And I’m not talking about Bill Clinton — we’re talking Harding, as in Teapot Dome Warren G. Harding, who served as the 29th president (March 4, 1921 – August 2, 1923). This is all pretty funny, and hasn’t been discussed very widely in the MSM. We’ve been making the assumption that Barack Obama will be the first black president.

There have been always been rumors along the way that Warren G. Harding was of black heritage, albeit passing, of course. In fact, the subject came up in the NYT last April.

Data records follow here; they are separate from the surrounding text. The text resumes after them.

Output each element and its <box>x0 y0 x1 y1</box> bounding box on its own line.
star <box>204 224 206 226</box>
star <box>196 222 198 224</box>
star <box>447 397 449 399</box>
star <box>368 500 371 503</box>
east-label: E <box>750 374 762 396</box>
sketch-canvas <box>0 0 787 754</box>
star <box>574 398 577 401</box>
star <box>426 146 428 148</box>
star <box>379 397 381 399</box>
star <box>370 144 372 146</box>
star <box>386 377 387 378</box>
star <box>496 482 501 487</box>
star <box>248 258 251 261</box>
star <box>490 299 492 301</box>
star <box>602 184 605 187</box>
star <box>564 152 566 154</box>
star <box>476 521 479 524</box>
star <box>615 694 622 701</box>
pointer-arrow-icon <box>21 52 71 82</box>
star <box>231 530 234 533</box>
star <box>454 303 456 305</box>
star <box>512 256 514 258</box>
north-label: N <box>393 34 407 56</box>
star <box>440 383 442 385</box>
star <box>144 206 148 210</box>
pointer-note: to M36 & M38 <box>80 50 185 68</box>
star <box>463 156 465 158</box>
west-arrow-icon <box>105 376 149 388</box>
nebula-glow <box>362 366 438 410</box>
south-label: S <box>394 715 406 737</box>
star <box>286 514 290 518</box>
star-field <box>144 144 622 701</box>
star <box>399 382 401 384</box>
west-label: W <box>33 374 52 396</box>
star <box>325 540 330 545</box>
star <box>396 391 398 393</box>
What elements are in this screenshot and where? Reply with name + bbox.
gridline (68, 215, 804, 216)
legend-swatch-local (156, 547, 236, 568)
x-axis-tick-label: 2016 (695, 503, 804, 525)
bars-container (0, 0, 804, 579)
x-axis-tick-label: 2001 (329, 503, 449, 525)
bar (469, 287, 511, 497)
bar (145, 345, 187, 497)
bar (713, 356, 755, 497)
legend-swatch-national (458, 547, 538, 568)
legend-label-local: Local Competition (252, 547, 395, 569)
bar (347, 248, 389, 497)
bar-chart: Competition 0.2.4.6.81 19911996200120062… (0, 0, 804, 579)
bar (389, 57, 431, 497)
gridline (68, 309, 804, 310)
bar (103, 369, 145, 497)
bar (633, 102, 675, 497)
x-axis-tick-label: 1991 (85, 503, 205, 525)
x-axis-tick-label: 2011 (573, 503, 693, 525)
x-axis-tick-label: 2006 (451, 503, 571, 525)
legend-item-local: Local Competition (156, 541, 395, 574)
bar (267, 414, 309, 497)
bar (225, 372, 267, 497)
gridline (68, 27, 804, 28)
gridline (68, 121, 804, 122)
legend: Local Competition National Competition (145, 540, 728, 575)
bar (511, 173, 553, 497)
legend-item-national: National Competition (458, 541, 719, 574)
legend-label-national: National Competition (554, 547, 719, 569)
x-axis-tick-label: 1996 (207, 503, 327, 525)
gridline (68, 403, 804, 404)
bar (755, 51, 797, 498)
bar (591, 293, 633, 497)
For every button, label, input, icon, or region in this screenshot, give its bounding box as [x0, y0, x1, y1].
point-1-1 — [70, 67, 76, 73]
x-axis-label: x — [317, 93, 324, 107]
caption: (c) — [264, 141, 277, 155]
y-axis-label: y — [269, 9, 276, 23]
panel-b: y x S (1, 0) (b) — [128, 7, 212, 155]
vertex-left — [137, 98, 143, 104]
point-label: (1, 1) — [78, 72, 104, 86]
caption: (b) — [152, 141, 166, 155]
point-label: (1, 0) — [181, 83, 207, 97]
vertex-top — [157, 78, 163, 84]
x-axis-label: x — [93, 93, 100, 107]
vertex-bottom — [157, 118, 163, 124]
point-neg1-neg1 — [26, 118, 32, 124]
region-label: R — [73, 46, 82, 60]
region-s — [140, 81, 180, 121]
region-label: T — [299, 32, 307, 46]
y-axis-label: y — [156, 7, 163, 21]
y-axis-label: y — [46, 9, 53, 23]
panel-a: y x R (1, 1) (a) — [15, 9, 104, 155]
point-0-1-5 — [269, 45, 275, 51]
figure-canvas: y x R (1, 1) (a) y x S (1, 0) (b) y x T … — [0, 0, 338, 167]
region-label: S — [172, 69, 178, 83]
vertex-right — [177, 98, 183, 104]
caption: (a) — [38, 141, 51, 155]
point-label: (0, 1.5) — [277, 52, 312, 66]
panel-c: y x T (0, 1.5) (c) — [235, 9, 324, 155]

Will Americans vote for a black president? If the notorious historian William Estabrook Chancellor was right, we already did. In the early 1920s, Chancellor helped assemble a controversial biographical portrait accusing President Warren Harding of covering up his family’s “colored” past. According to the family tree Chancellor created, Harding was actually the great-grandson of a black woman. Under the one-drop rule of American race relations, Chancellor claimed, the country had inadvertently elected its “first Negro president.”

…As recently as 2005, a Michigan schoolteacher named Marsha Stewart issued her own claim to Harding ancestry. “While growing up,” she wrote, “we were never allowed to talk about the relationship to a U.S. president outside family gatherings because we were ‘colored’ and Warren was ‘passing.’ “

The Harding Institute for Freedom and Democracy’s Martin Eisenstadt says much the same about the matter and raises the bar by quoting a Harding descendant.

I spent the holidays with our benefactor, Clifford Harding III, and he authorized me to spread what until now was mostly a family secret. He said, “The family is ready to come clean about how proud we’ve always been of our great uncle’s contribution to the mosaic of American diversity.”  As President Harding himself once said, “America’s present need is not heroics, but healing; not nostrums but normalcy; not revolution, but restoration.”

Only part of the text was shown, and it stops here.